New Accounting Change a Potential EPS Blow

The notion of requiring companies to record the option awards to their employees as an expense if the company deducts them for tax purposes has been around for years but has always stalled in the face of intense lobbying, mainly from technology companies.

Two bills in Congress have revived the possibility that companies would have to include options as an expense on their income statement. That change would have an effect on earnings per share well beyond the tech sector. How heavy would the damage be? Applying the changes to banks’ 2001 results produced earnings-per-share reductions of as much as 18%, according to one analyst’s work on the topic.

Currently, companies can choose to ignore a 1995 accounting standard that calls for recording the fair value of an option as an expense when the option is granted. Most go a different route, following guidelines that require them to charge the intrinsic value — the difference between the exercise price and the stock price when it is granted — as an expense.

Since most companies set the exercise price equal to the stock price, options rarely show up as an expense. The most noticeable impact occurs when options “come into the money,” and the company’s share count goes up.

According to a report released by Lehman Brothers’ bank team last week, those banks that would feel the biggest pinch from a change in the accounting requirement range from $693 billion-asset J.P. Morgan Chase & Co. to $4.1 billion-asset Silicon Valley Bancshares of Santa Clara, Calif.

Morgan Chase would have shaved 30 cents off its 2001 operating earnings per share, or 18%. Silicon Valley would have cut operating EPS by 25 cents or 14%. And $25 billion-asset Zions Bancorp would have reduced its EPS by 30 cents or close to 10%. (It’s possible to get these estimates because if a company chooses not to include the cost of the option as an expense when it grants it, it still must provide details about what “proforma” earnings would look like if it had.)

Though these banks are all over the map, both literally and in terms of size and business, one thing they have in common is the use of options for incentive compensation.

Morgan Chase, for instance, reported that it had 195 million in outstanding options last year. Silicon Valley reported that it had 5.17 million outstanding options at yearend.

Silicon Valley chief financial officer Lauren Friedman said employee ownership is a key part of how the bank operates. “These plans have long been an egalitarian compensation incentive, not relegated to the upper echelons of management but offered throughout the rank and file, effectively distributing the wealth a company creates,” she said in a statement to American Banker Thursday.

It’s important to note that a select few have already adopted Financial Accounting Standard 123, which requires companies to report the cost of options in income.

Wayzata, Minn.-based TCF Financial Corp., for instance, has been using FAS 123 since last year, when it stopped issuing options in favor of common stock grants.

The $11.4 billion-asset banking company, whose top three executives are all certified public accountants, prides itself on its simple approach to banking. So it’s fitting that executives view current alternative methods for stock-based compensation accounting as “bad accounting.”

Grants for stock and options “are going to be an expense sooner or later,” said TCF Financial spokesman Jason Korstange. “We’d rather expense it the year that we grant them than wait until the future.”

To be sure, the drive to include options as an expense affects banks in only a marginal way. The push for stricter options standards has mostly focused on technology companies, which tend to conserve cash but give employees potentially lucrative incentives.

Bear Stearns & Co. says that companies in its equipment/semiconductor, computers/networking, and communications equipment group would take the biggest blow to operating income from expensing stock compensation — 43%, 29%, and 17% respectively on the basis of 1999 earnings.

Bert Ely, a consultant who supports any rule change that would make options-based compensation less appealing, said, “Relatively speaking, this is less of an issue for financial firms.” And since banks have less of their employee compensation tied to options than other industries, he said, “I don’t think this a top-drawer issue for them.”

But analysts say banks and other companies should get ready for a change. Lehman Brothers’ chief political analyst, Kim Wallace, said in the report that regulators such as the Securities and Exchange Commission could act before legislation passes.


### YOUR GOAL
Give the count of lines in the data that include "pixels", with no other words.

### DATA FOR THE TASK
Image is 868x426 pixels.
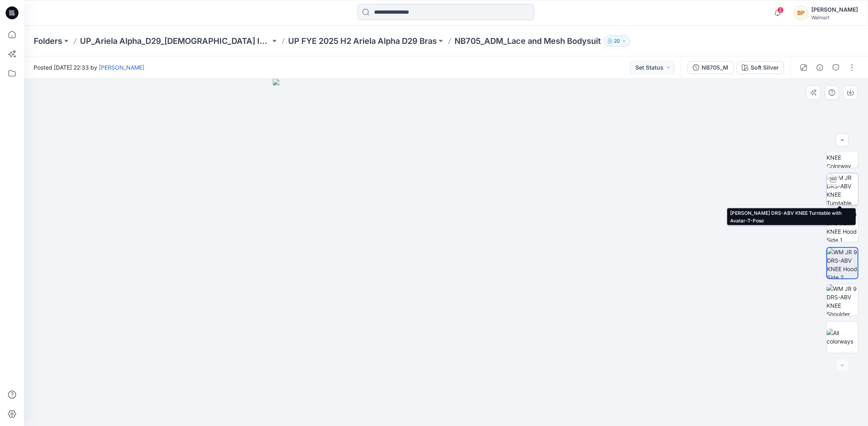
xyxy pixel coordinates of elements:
[826,328,858,345] img: All colorways
[751,63,779,72] div: Soft Silver
[827,247,857,278] img: WM JR 9 DRS-ABV KNEE Hood Side 2
[33,63,145,72] span: Posted [DATE] 22:33 by
[702,63,728,72] div: NB705_M
[826,136,858,168] img: WM JR 9 DRS-ABV KNEE Colorway wo Avatar
[80,35,270,47] a: UP_Ariela Alpha_D29_[DEMOGRAPHIC_DATA] Intimates - Nobo
[811,15,858,20] div: Walmart
[273,79,619,426] img: eyJhbGciOiJIUzI1NiIsImtpZCI6IjAiLCJzbHQiOiJzZXMiLCJ0eXAiOiJKV1QifQ.eyJkYXRhIjp7InR5cGUiOiJzdG9yYW...
[604,35,630,47] button: 20
[826,285,858,316] img: WM JR 9 DRS-ABV KNEE Shoulder Side short Slv 1
[813,61,826,74] button: Details
[826,173,858,204] img: WM JR DRS-ABV KNEE Turntable with Avatar-T-Pose
[33,35,62,47] a: Folders
[737,61,784,74] button: Soft Silver
[826,210,858,242] img: WM JR 9 DRS-ABV KNEE Hood Side 1
[455,35,601,47] p: NB705_ADM_Lace and Mesh Bodysuit
[614,37,620,45] p: 20
[811,5,858,15] div: [PERSON_NAME]
[777,7,783,13] span: 2
[288,35,437,47] a: UP FYE 2025 H2 Ariela Alpha D29 Bras
[793,5,808,20] div: BP
[99,64,145,71] a: [PERSON_NAME]
[688,61,734,74] button: NB705_M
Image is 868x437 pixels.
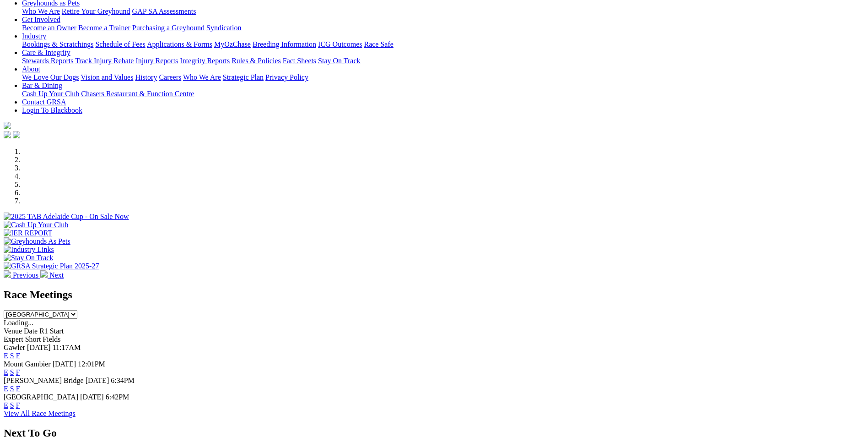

### ANSWER BELOW
2